Twenty Thousand Leagues Under the Sea by Jules Verne

Our road grew lighter and lighter. The white glimmer came in rays from the summit of a mountain of about 800 feet high. But what I saw was simply a reflection, developed by the clearness of the waters. The source of this inexplicable light was a fire on the opposite side of the mountain.

In the midst of this stony maze, furrowing the bottom of the Atlantic, Captain Nemo advanced without hesitation. He knew this dreary road. Doubtless he had often traveled over it, and could not lose himself. I followed him with unshaken confidence. He seemed to me like a genie of the sea; and, as he walked before me, I could not help admiring his stature, which was outlined in black on the luminous horizon.

It was one in the morning when we arrived at the first slopes of the mountain; but to gain access to them we must venture through the difficult paths of a vast copse.

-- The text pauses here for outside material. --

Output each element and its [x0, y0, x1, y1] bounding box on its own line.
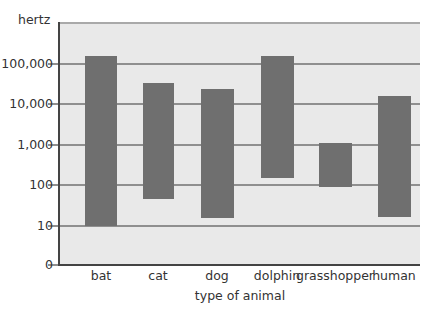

Yes; a copse of dead trees, without leaves, without sap, trees petrified by the action of the water, and here and there overtopped by gigantic pines. It was like a coal pit, still standing, holding by the roots to the broken soil, and whose branches, like fine black paper cuttings, showed distinctly on the watery ceiling. Picture to yourself a forest in the Hartz, hanging on to the sides of the mountain, but a forest swallowed up. The paths were encumbered with seaweed and fucus, between which groveled a whole world of crustacea. I went along, climbing the rocks, striding over extended trunks, breaking the sea bind-weed which hung from one tree to the other, and frightening the fishes, which flew from branch to branch. Pressing onward, I felt no fatigue. I followed my guide, who was never tired. What a spectacle! How can I express it? How paint the aspect of those woods and rocks in this medium—their under parts dark and wild, the upper colored with red tints, by that light which the reflecting powers of the waters doubled? We climbed rocks, which fell directly after with gigantic bounds, and the low growling of an avalanche. To right and left ran long, dark galleries, where sight was lost. Here opened vast glades which the hand of man seemed to have worked; and I sometimes asked myself if some inhabitant of these submarine regions would not suddenly appear to me.

But Captain Nemo was still mounting. I could not stay behind. I followed boldly. My stick gave me good help. A false step would have been dangerous on the narrow passes sloping down to the sides of the gulfs; but I walked with firm step, without feeling any giddiness. Now I jumped a crevice the depth of which would have made me hesitate had it been among the glaciers on the land; now I ventured on the unsteady trunk of a tree, thrown across from one abyss to the other, without looking under my feet, having only eyes to admire the wild sights of this region.

There, monumental rocks, leaning on their regularly cut bases, seemed to defy all laws of equilibrium. From between their stony knees, trees sprang, like a jet under heavy pressure, and upheld others which upheld them. Natural towers, large scarps, cut perpendicularly, like a “curtain,” inclined at an angle which the laws of gravitation could never have tolerated in terrestrial regions.

Two hours after quitting the Nautilus, we had crossed the line of trees, and a hundred feet above our heads rose the top of the mountain, which cast a shadow on the brilliant irradiation of the opposite slope. Some petrified shrubs ran fantastically here and there. Fishes got up under our feet like birds in the long grass. The massive rocks were rent with impenetrable fractures, deep grottoes, and unfathomable holes, at the bottom of which formidable creatures might be heard moving. My blood curdled when I saw enormous antennæ blocking my road, or some frightful claw closing with a noise in the shadow of some cavity. Millions of luminous spots shone brightly in the midst of the darkness. They were the eyes of giant crustacea crouched in their holes; giant lobsters setting them selves up like halberdiers, and moving their claws with the clicking sound of pinchers; titanic crabs, pointed like a gun on its carriage; and frightful-looking poulps, interweaving their tentacles like a living nest of serpents.